Trying to work out lines over Moment’s Notice and Blues for Alice, when you have trouble hearing the third of a Major chord or the sound of a ii-V7 is a sure bet for frustration and confusion.

You may have even tried to hear the sound of these theoretical concepts before, but if you didn’t get that “switch” from mental to aural you didn’t go far enough. Remember, you need to learn to hear the basics first because everything you learn from here on out is based on these fundamentals.

Learning to hear what you already know

“Art is the uniting of the subjective with the objective, of nature with reason, of the unconscious with the conscious, and therefore art is the highest means of knowledge.”~Leo Tolstoy

For thousands of hopeful improvisers, jazz exists as music theory. Scales, chords, modes, patterns, etc. Sure we love to listen to records, but as soon as we go into the practice room it’s right to theory. Improvisation is not just cut and dry music theory, nor is it a completely free and spontaneous creation. It is rather a combination of these two sides of ourselves, and to master both is essential to improvising at the highest level.

The single most important thing you can do to improve as an improviser is to turn that menatl information into sound.
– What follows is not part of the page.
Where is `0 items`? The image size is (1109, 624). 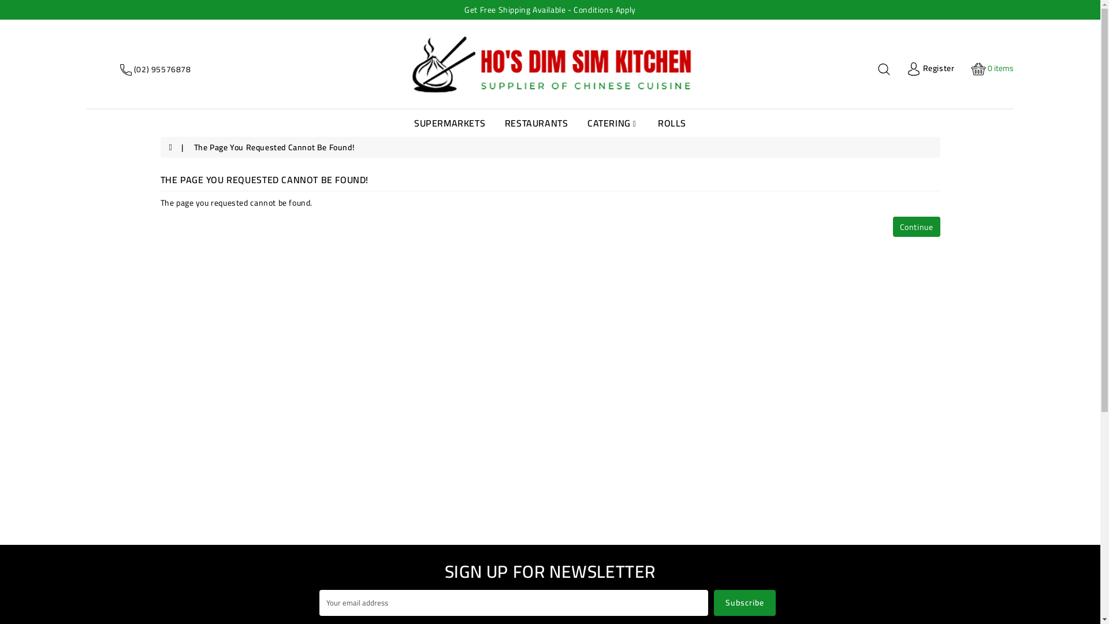
0 items is located at coordinates (992, 69).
The great improvisers we study like Bird and Trane weren’t these improvisers with minds like supercomputers or these naive natural talents that succeeded with pure instinct and talent.

They learned to hear the music and for years they studied and listened and practiced and tried harder than anybody else.
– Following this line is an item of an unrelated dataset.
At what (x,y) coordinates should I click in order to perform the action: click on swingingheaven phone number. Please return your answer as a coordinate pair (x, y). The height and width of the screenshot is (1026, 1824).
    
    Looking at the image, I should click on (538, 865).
This idea of developing aural knowledge can completely transform the way you improvise. I remember struggling with scales, and guide tone lines, and the problem of connecting chord progressions and playing longer lines vividly. It felt like I was stuck in that musical roadblock for years.

However, something changed when I started to focus on developing my ears and transcribing tunes and solos directly from the record. I started to deal with the actual sound of the music, I was finally hearing all these theory terms that I struggled with musically, but understood intellectually.

Understanding theory is the easy part, but learning to hear that theory takes some serious work. You may be struggling to improvise over a standard, you may feel like you have nothing new to play, you might feel like you are lost with all of this theory and chords and scales, and you may even be the improviser that knows all of the theory yet can’t seem to find the right notes to play.

Whichever player you are, the answer is same: you need to learn to hear this music – to hear the theory of intervals and melodies, of chords and scales, of lines and progressions. You may be the smartest person in the room when it comes to music theory right now, but if your ears are lagging far behind your brain, those smarts are pretty much useless.